India exported its first batch of locally produced coronavirus shots on Wednesday (20), officials said, as the world's biggest vaccine manufacturer scrambled to meet requests from other countries desperate to protect their populations.

The Maldives and Bhutan will be the first recipients of India's coronavirus vaccine, while Brazil and South Africa are also among those on the waiting list.


Foreign minister S. Jaishankar said on Twitter that the "Pharmacy of the World will deliver to overcome the COVID challenge".

The policy is seen in part as a push by India to boost its soft power and take on rival China, which is also supplying vaccines to other countries.

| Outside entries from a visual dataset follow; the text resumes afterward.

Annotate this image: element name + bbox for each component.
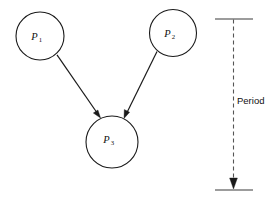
node-p3-label: P [102,134,110,145]
edge-p2-to-p3-arrowhead [124,110,130,119]
edge-p2-to-p3 [124,52,157,119]
precedence-diagram: P 1 P 2 P 3 Period [0,0,280,206]
node-p3-subscript: 3 [111,139,115,146]
node-p1-label: P [30,31,38,42]
edge-p1-to-p3-line [57,55,98,114]
node-p3[interactable]: P 3 [86,116,138,168]
node-p1[interactable]: P 1 [16,12,64,60]
edge-p1-to-p3-arrowhead [93,110,100,118]
period-label: Period [237,95,264,106]
diagram-canvas: P 1 P 2 P 3 Period [0,0,280,206]
node-p2[interactable]: P 2 [150,10,197,57]
node-p2-label: P [163,28,171,39]
node-p2-subscript: 2 [172,33,176,40]
edge-p2-to-p3-line [127,52,158,114]
edge-p1-to-p3 [57,55,101,118]
node-p1-subscript: 1 [39,36,42,43]
period-arrowhead-icon [230,178,238,189]
period-annotation: Period [215,19,264,190]
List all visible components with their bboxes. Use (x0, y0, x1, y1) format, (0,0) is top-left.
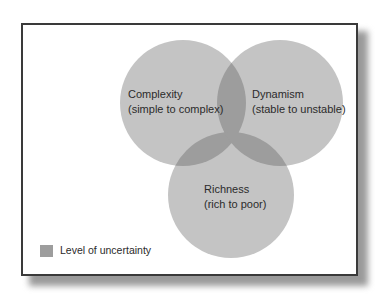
label-complexity: Complexity (simple to complex) (128, 87, 223, 117)
complexity-subtitle: (simple to complex) (128, 102, 223, 117)
richness-title: Richness (204, 182, 266, 197)
richness-subtitle: (rich to poor) (204, 197, 266, 212)
dynamism-subtitle: (stable to unstable) (252, 102, 346, 117)
label-richness: Richness (rich to poor) (204, 182, 266, 212)
complexity-title: Complexity (128, 87, 223, 102)
legend-swatch (40, 245, 53, 257)
legend-label: Level of uncertainty (60, 244, 151, 256)
dynamism-title: Dynamism (252, 87, 346, 102)
label-dynamism: Dynamism (stable to unstable) (252, 87, 346, 117)
venn-diagram (0, 0, 386, 299)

In January, Indian regulators approved two vaccines -- one, Covishield, developed by AstraZeneca and Oxford University and produced by India's Serum Institute, and the other Covaxin, made by local firm Bharat Biotech.

The Indian government said the Maldives will receive a free supply of 100,000 doses of Covishield on Wednesday, while Bhutan will receive 150,000 as a "gift".

Bangladesh, Nepal, Myanmar and Seychelles will follow shortly, New Dehli said.

India plans to offer 20 million doses to its South Asian neighbours, Bloomberg News reported last week, with others in Latin America, Africa and Central Asia next in line.

The Serum Institute, the world's biggest vaccine maker by volume, also plans to supply 200 million doses to Covax, a World Health Organization-backed effort to procure and distribute inoculations to poor countries.

Meanwhile, Covaxin's maker Bharat Biotech last week signed a deal with a Brazilian firm and is ramping up annual production to 700 million doses, a spokesperson told financial outlet the Mint Daily on Wednesday.

India on Saturday began rolling out Covishield and Covaxin jabs to its 1.3 billion people, although the shot for the latter is yet to complete human trials.

As of Wednesday, India had vaccinated almost 675,000 people, according to the government, as it pushes to inoculate 300 million people by July.

But amid some public scepticism and technical problems, many people have not been showing up at appointments to get their first shot.

In the first two days of the rollout in the capital New Delhi, for instance, only 53 percent of people invited came forward for jabs, the city's health minister Satyendar Jain said.

More For You

NHS cancer detection is stuck at 55 per cent. Here's why

Government targets 75 per cent early cancer detection by 2035, but Cancer Research UK says progress is falling short

Getty Images

NHS cancer detection is stuck at 55 per cent. Here's why

Highlights

  • One cancer diagnosis every 80 seconds in UK.
  • Early detection unchanged since 2013.
  • 107,000 patients wait over two months for treatment.
The NHS is not catching cancers any earlier than it did ten years ago. While 403,000 people now get a cancer diagnosis each year, the proportion caught at early stages stays around 55 per cent, barely changed from 54 per cent in 2013.

Cancer Research UK's latest report shows the detection system is not working well enough.

Michelle Mitchell, the charity's chief executive, called the findings "deeply worrying" and warned that "without urgent action, we won't see rates of improvements in cancer survival and outcomes that cancer patients deserve and expect."